Nearly half of 136 coastal cities yet to implement policies to fight climate change: Study


New interview of Marta Olazabal at ThePrint about the new study on climate change policies in 136 coastal cities covering 68 countries.

New Delhi: In a new study on climate change policies in 136 coastal cities covering 68 countries, a team of international researchers has found a lack of effective climate adaptation policies with no signs of implementation in nearly half the cases.

Researchers from Spain, the UK, Italy and Ireland studied over 226 adaptation policies globally — local, state and national level — and found that in almost 85 per cent of cases, planned actions are not guided by future climate change projections.

Six major Indian coastal cities were included in the analysis — Chennai, Cochin, Mumbai, Surat, Visakhapatnam and Kolkata.

For these cities, the team identified a total of eight policies that explicitly include plans to prepare for climate change impacts: One at the national level, six at state and only one at local level (in Surat). This exhibits the lack of concrete measures at the city government stage.

Of these eight policies, the researchers could find actual evidence of implementation in only two cases — the National Action Plan on Climate Change and the Gujarat State Action Plan on Climate Change.

The study, published in the journal Environmental Research Letters this month, said most existing policies globally have been adopted very recently, starting 2014 — a year before the landmark Paris climate deal was signed — implying that the effects of their planned actions are yet to be seen.

It also provides a report of regional and national governments worldwide on their performance so far in terms of drafting and implementing effective policies to prepare coastal cities for future disasters.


**Task directions**
State the number of lines in the material below that contain the word "screenshot", without any other text.

**Records to process**
======

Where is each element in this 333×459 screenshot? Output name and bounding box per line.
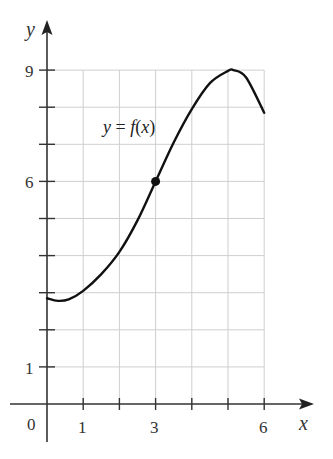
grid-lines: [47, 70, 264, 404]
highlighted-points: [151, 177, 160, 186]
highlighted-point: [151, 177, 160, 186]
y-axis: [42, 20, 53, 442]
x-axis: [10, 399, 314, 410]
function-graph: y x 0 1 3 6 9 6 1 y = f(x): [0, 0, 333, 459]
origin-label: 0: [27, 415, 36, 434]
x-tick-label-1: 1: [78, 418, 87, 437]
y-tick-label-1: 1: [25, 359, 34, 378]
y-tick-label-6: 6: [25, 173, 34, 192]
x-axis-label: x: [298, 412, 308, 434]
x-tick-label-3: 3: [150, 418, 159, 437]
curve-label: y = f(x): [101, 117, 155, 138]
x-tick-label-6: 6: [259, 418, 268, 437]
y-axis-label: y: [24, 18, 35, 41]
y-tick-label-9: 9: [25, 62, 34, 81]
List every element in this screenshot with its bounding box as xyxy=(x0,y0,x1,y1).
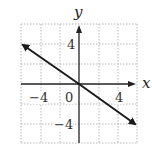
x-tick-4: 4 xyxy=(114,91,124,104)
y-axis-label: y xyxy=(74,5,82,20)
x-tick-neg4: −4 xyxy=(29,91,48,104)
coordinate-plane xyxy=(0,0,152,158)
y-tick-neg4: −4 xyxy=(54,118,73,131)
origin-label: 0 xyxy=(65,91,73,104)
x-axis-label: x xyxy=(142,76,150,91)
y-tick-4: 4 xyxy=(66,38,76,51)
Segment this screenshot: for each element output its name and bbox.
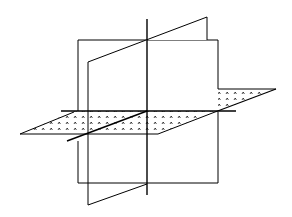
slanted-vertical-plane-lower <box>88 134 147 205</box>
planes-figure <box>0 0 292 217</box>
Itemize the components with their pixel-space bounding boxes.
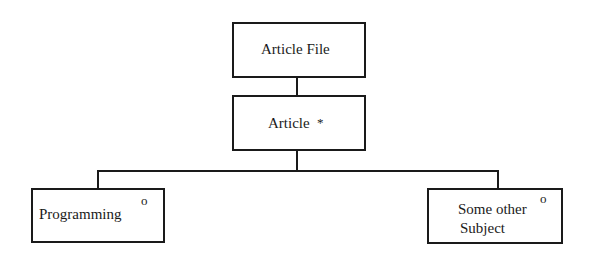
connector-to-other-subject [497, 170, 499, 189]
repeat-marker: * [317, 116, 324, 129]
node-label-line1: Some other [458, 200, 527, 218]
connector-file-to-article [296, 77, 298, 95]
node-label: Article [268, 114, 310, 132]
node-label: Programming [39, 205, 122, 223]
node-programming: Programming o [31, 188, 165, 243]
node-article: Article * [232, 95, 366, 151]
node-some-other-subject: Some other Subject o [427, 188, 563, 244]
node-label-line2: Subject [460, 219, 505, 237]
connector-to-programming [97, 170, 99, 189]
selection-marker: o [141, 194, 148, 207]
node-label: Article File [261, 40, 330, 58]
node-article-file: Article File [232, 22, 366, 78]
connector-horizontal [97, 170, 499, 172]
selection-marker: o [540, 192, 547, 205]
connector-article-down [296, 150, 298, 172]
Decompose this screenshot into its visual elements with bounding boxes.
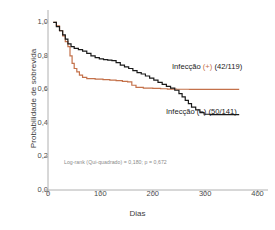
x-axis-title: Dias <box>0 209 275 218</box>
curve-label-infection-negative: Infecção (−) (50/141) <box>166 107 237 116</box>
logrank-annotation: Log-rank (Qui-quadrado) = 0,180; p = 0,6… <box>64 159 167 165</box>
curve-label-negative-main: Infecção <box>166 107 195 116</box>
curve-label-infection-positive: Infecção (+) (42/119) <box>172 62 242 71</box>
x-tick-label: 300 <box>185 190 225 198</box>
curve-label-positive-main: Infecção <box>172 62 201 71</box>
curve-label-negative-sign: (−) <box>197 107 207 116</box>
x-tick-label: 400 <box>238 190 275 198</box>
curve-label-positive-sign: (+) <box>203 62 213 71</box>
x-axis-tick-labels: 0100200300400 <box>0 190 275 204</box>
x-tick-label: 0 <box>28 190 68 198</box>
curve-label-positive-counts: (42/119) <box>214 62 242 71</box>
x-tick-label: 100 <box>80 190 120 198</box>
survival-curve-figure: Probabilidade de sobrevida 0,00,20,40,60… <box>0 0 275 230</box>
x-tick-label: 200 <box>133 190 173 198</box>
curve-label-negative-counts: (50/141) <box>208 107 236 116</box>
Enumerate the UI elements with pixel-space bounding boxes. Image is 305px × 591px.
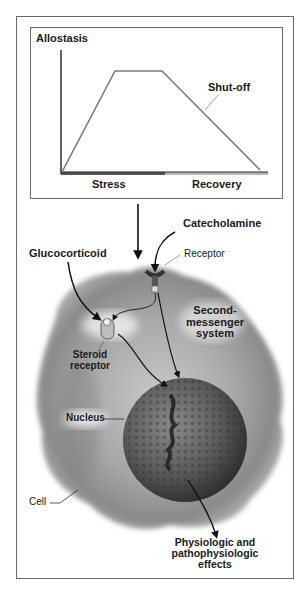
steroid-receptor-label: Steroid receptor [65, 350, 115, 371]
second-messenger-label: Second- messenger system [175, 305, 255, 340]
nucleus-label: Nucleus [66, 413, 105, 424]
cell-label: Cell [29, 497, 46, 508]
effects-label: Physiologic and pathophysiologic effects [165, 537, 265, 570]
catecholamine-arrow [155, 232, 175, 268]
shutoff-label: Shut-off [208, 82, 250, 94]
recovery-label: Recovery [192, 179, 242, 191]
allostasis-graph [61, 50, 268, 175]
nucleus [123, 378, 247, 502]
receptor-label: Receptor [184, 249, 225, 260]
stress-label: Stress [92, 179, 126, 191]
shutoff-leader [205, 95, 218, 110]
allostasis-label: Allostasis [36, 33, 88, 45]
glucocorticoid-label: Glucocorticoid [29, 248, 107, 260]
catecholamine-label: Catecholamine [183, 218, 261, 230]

======

**Solution to the problem**
4